The
Most Common Types of Virus
According to Webster's Collegiate Dictionary, a computer virus is "a computer program usually hidden within another seemingly innocuous program that produces copies of itself and inserts them into other programs or files "(Indiana University, IU). The most common types of virus nowadays are general viruses, e-mail viruses, trojan horses and worms. The computer viruses are called such as because they share some of the traits of biological viruses. Similar to the way a biological virus must hitch a ride on a cell, a computer virus must piggyback on top of some other program or document in order to launch.
E-mail viruses are probably the most familiar type of virus. They were created in order to change the computer environment of virus by creating the e-mail virus. For example, the ILOVEYOU virus, which appeared on May 4, 2000, infected over three hundred thousand computer systems in the U.S. alone (Kleinbard and Richtmyer). It contained a piece of code as an attachment. People who opened the attachment launched the code. It then sent copies of the ILOVEYOU virus to everyone in the victim’s address book and started corrupting files on the victim’s machine. It was potentially contagious. Some companies suffered with the virus so much that it brought some levels of business to a screeching halt. At Ford Motor Company, security officials kept the e-mail system offline for almost one day. In a similar way, the AT&T Corporation shut down its e-mail system.
General viruses are known as illegal programs that explore resources of systems. It is an executable code able to reproduce itself, they are essentially programming codes, and unlike other computer programs, they contains functions protecting them from being found and destroyed. Computer viruses replicate by attaching themselves to a program or a computer and using the host resources to copy itself to other programs or computers. Viruses can be classified in three categories. For instance: harmless, dangerous and very dangerous. People create computer viruses sometimes with the goal to have fun, or to steal data, it can also have the purpose of damaging specifically or many targets.
Trojan horses have a name based in Greek mythology. There is a story about the Trojan War. The Greeks brought the people of Troy a large wooden horse, which they accepted as a peace offering. Inside of the wooden horse, the Greek soldiers were waiting until the night. After people of the city had fallen asleep, Greek soldiers jumped out of the wooden horse, opened the gates to let their fellow soldiers in, and took over city. The moral of this story is mainly to beware of Trojan horses. In the computing world, Trojan horses are software programs that masquerade as regular programs, like a game, antivirus function or any other regular software. If you run a Trojan horse, it can do malicious things to your computer.
Worms are computer programs that can copy itself from machine to machine. Normally they move around and infect other machines through the computer networks. Using a network a worm can expand from one single copy very quickly. For example, the Code Red worm replicated itself more than 250,000 times in approximately nine hours on July 19, 2001 (Rhodes). The Code Red worm had three instructions to do on the machines: replicate itself for the first twenty days of each month, replace Web pages on infected servers with a page featuring the message “Hacked by Chinese” and launch a concerted attack on the White House Web site in an attempt to overwhelm it (eEyeDigitalSecurity). After the successful infection, the Code Red wait for the appointed hour and connect to the www.whitehouse.gov domain. This attack consist of the infected systems simultaneously sending one hundred connections to port eighty of www.whitehouse.gov (198.137.240.91). As a solution the U.S. government changed the IP address of www.whitehouse.gov to prevent this particular threat from the worm.
Viruses are still in most cases a Windows problem, the other operational computer systems viruses represent a small part of the computer viruses available. If you are really worried about general viruses, you should be running a more secure operating system like Linux. You should never double-click on an e-mail attachment with an executable program. A file with an extension like EXE, COM or VBS is executable, and once you run it you have given it permission to do any command at your machine. The only solution against this problem is never run executables that arrive via e-mail. Always make sure to run an Anti-virus software such as Kaspersky, Norton or Avast. You can rely on Sandboxie software that is designed to run any program or web page without contact risks, because the Sandboxie does not allow any task inside it to harm the real system or data inside it. You must always remember to backup your important data in external drives, pen drives and memory cards or in cloud servers.
In conclusion, computer viruses can cause massive damage to computers in general. The best way to prevent viruses is to make sure to backup all your data and use anti-virus available and be aware when you are checking your e-mail or running strange programs.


*Task to complete*. The finished copy should hold every entry exactly as given, and no pictures.
*** Begin section ***
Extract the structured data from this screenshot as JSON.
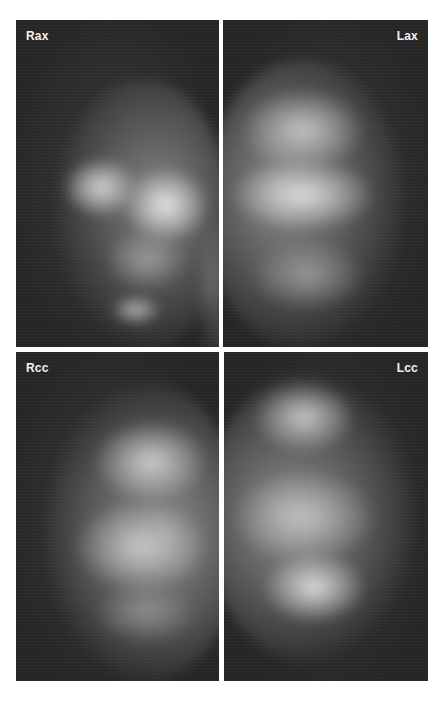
{
  "figure": {
    "panels": [
      {
        "id": "rax",
        "label": "Rax",
        "label_position": "top-left",
        "description": "Right axillary mammogram view"
      },
      {
        "id": "lax",
        "label": "Lax",
        "label_position": "top-right",
        "description": "Left axillary mammogram view"
      },
      {
        "id": "rcc",
        "label": "Rcc",
        "label_position": "top-left",
        "description": "Right craniocaudal mammogram view"
      },
      {
        "id": "lcc",
        "label": "Lcc",
        "label_position": "top-right",
        "description": "Left craniocaudal mammogram view"
      }
    ],
    "colors": {
      "background": "#ffffff",
      "panel_background": "#2b2b2b",
      "tissue_highlight": "#e6e6e6",
      "label_text": "#f2f2f2"
    }
  }
}
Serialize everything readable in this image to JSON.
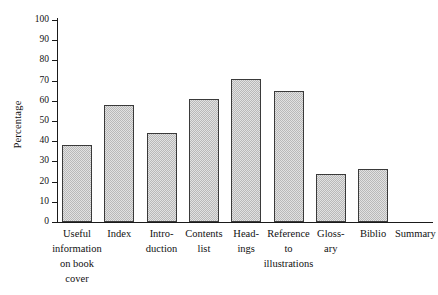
{
  "chart_data": {
    "type": "bar",
    "title": "",
    "subtitle": "",
    "xlabel": "",
    "ylabel": "Percentage",
    "ylim": [
      0,
      100
    ],
    "grid": false,
    "legend": "none",
    "y_ticks": [
      100,
      90,
      80,
      70,
      60,
      50,
      40,
      30,
      20,
      10,
      0
    ],
    "y_tick_labels": [
      "100",
      "90",
      "80",
      "70",
      "60",
      "50",
      "40",
      "30",
      "20",
      "10",
      "0"
    ],
    "categories": [
      "Useful\ninformation\non book\ncover",
      "Index",
      "Intro-\nduction",
      "Contents\nlist",
      "Head-\nings",
      "Reference\nto\nillustrations",
      "Gloss-\nary",
      "Biblio",
      "Summary"
    ],
    "values": [
      38,
      58,
      44,
      61,
      71,
      65,
      24,
      26,
      0
    ],
    "bar_fill": "#cfcfcf",
    "bar_edge": "#3a3a3a",
    "axis_color": "#1a1a1a",
    "background": "#ffffff"
  }
}
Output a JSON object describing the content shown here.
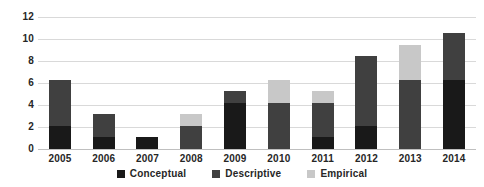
{
  "chart_data": {
    "type": "bar",
    "subtype": "stacked-bar",
    "title": "",
    "xlabel": "",
    "ylabel": "",
    "categories": [
      "2005",
      "2006",
      "2007",
      "2008",
      "2009",
      "2010",
      "2011",
      "2012",
      "2013",
      "2014"
    ],
    "series": [
      {
        "name": "Conceptual",
        "color": "#191919",
        "values": [
          2,
          1,
          1,
          0,
          4,
          0,
          1,
          2,
          0,
          6
        ]
      },
      {
        "name": "Descriptive",
        "color": "#404040",
        "values": [
          4,
          2,
          0,
          2,
          1,
          4,
          3,
          6,
          6,
          4
        ]
      },
      {
        "name": "Empirical",
        "color": "#c8c8c8",
        "values": [
          0,
          0,
          0,
          1,
          0,
          2,
          1,
          0,
          3,
          0
        ]
      }
    ],
    "totals": [
      6,
      3,
      1,
      3,
      5,
      6,
      5,
      8,
      9,
      10
    ],
    "ylim": [
      0,
      12
    ],
    "yticks": [
      0,
      2,
      4,
      6,
      8,
      10,
      12
    ],
    "ytick_labels": [
      "0",
      "2",
      "4",
      "6",
      "8",
      "10",
      "12"
    ],
    "grid": true,
    "legend_position": "bottom"
  },
  "axis": {
    "y_labels": [
      "12",
      "10",
      "8",
      "6",
      "4",
      "2",
      "0"
    ]
  },
  "legend": {
    "items": [
      {
        "label": "Conceptual"
      },
      {
        "label": "Descriptive"
      },
      {
        "label": "Empirical"
      }
    ]
  }
}
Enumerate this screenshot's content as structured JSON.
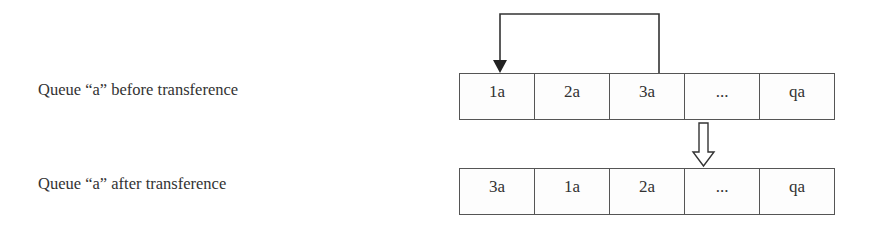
{
  "diagram": {
    "labels": {
      "before": "Queue “a” before transference",
      "after": "Queue “a” after transference"
    },
    "queue_before": {
      "cells": [
        "1a",
        "2a",
        "3a",
        "...",
        "qa"
      ]
    },
    "queue_after": {
      "cells": [
        "3a",
        "1a",
        "2a",
        "...",
        "qa"
      ]
    },
    "arrows": {
      "transfer": "move-3a-to-front-arrow",
      "transition": "hollow-down-arrow"
    },
    "colors": {
      "line": "#333333",
      "text": "#333333",
      "border": "#555555"
    }
  }
}
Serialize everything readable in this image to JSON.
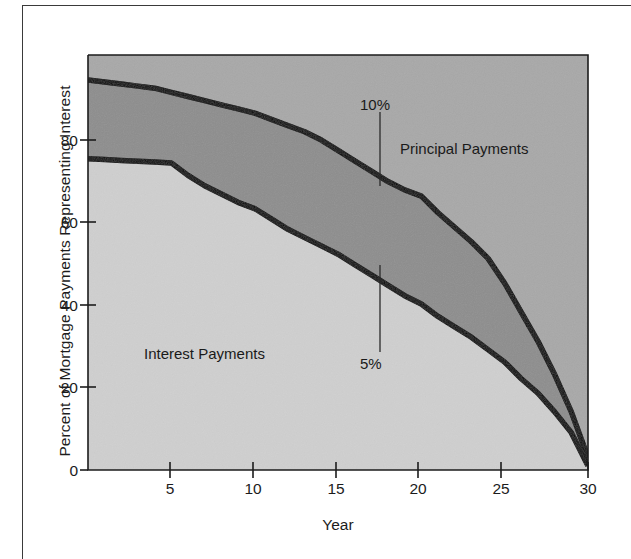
*** End section ***
*Response*.
Extract the structured data from this screenshot as JSON.
{
  "figure": {
    "panels": [
      {
        "id": "rax",
        "label": "Rax",
        "label_position": "top-left",
        "description": "Right axillary mammogram view"
      },
      {
        "id": "lax",
        "label": "Lax",
        "label_position": "top-right",
        "description": "Left axillary mammogram view"
      },
      {
        "id": "rcc",
        "label": "Rcc",
        "label_position": "top-left",
        "description": "Right craniocaudal mammogram view"
      },
      {
        "id": "lcc",
        "label": "Lcc",
        "label_position": "top-right",
        "description": "Left craniocaudal mammogram view"
      }
    ],
    "colors": {
      "background": "#ffffff",
      "panel_background": "#2b2b2b",
      "tissue_highlight": "#e6e6e6",
      "label_text": "#f2f2f2"
    }
  }
}
Serialize everything readable in this image to JSON.
{
  "chart_data": {
    "type": "bar",
    "title": "",
    "subtitle": "",
    "xlabel": "",
    "ylabel": "Percentage",
    "ylim": [
      0,
      100
    ],
    "grid": false,
    "legend": "none",
    "y_ticks": [
      100,
      90,
      80,
      70,
      60,
      50,
      40,
      30,
      20,
      10,
      0
    ],
    "y_tick_labels": [
      "100",
      "90",
      "80",
      "70",
      "60",
      "50",
      "40",
      "30",
      "20",
      "10",
      "0"
    ],
    "categories": [
      "Useful\ninformation\non book\ncover",
      "Index",
      "Intro-\nduction",
      "Contents\nlist",
      "Head-\nings",
      "Reference\nto\nillustrations",
      "Gloss-\nary",
      "Biblio",
      "Summary"
    ],
    "values": [
      38,
      58,
      44,
      61,
      71,
      65,
      24,
      26,
      0
    ],
    "bar_fill": "#cfcfcf",
    "bar_edge": "#3a3a3a",
    "axis_color": "#1a1a1a",
    "background": "#ffffff"
  }
}
Output a JSON object describing the content shown here.
{
  "chart_data": {
    "type": "bar",
    "subtype": "stacked-bar",
    "title": "",
    "xlabel": "",
    "ylabel": "",
    "categories": [
      "2005",
      "2006",
      "2007",
      "2008",
      "2009",
      "2010",
      "2011",
      "2012",
      "2013",
      "2014"
    ],
    "series": [
      {
        "name": "Conceptual",
        "color": "#191919",
        "values": [
          2,
          1,
          1,
          0,
          4,
          0,
          1,
          2,
          0,
          6
        ]
      },
      {
        "name": "Descriptive",
        "color": "#404040",
        "values": [
          4,
          2,
          0,
          2,
          1,
          4,
          3,
          6,
          6,
          4
        ]
      },
      {
        "name": "Empirical",
        "color": "#c8c8c8",
        "values": [
          0,
          0,
          0,
          1,
          0,
          2,
          1,
          0,
          3,
          0
        ]
      }
    ],
    "totals": [
      6,
      3,
      1,
      3,
      5,
      6,
      5,
      8,
      9,
      10
    ],
    "ylim": [
      0,
      12
    ],
    "yticks": [
      0,
      2,
      4,
      6,
      8,
      10,
      12
    ],
    "ytick_labels": [
      "0",
      "2",
      "4",
      "6",
      "8",
      "10",
      "12"
    ],
    "grid": true,
    "legend_position": "bottom"
  },
  "axis": {
    "y_labels": [
      "12",
      "10",
      "8",
      "6",
      "4",
      "2",
      "0"
    ]
  },
  "legend": {
    "items": [
      {
        "label": "Conceptual"
      },
      {
        "label": "Descriptive"
      },
      {
        "label": "Empirical"
      }
    ]
  }
}
Enumerate this screenshot's content as structured JSON.
{
  "diagram": {
    "labels": {
      "before": "Queue “a” before transference",
      "after": "Queue “a” after transference"
    },
    "queue_before": {
      "cells": [
        "1a",
        "2a",
        "3a",
        "...",
        "qa"
      ]
    },
    "queue_after": {
      "cells": [
        "3a",
        "1a",
        "2a",
        "...",
        "qa"
      ]
    },
    "arrows": {
      "transfer": "move-3a-to-front-arrow",
      "transition": "hollow-down-arrow"
    },
    "colors": {
      "line": "#333333",
      "text": "#333333",
      "border": "#555555"
    }
  }
}
Serialize everything readable in this image to JSON.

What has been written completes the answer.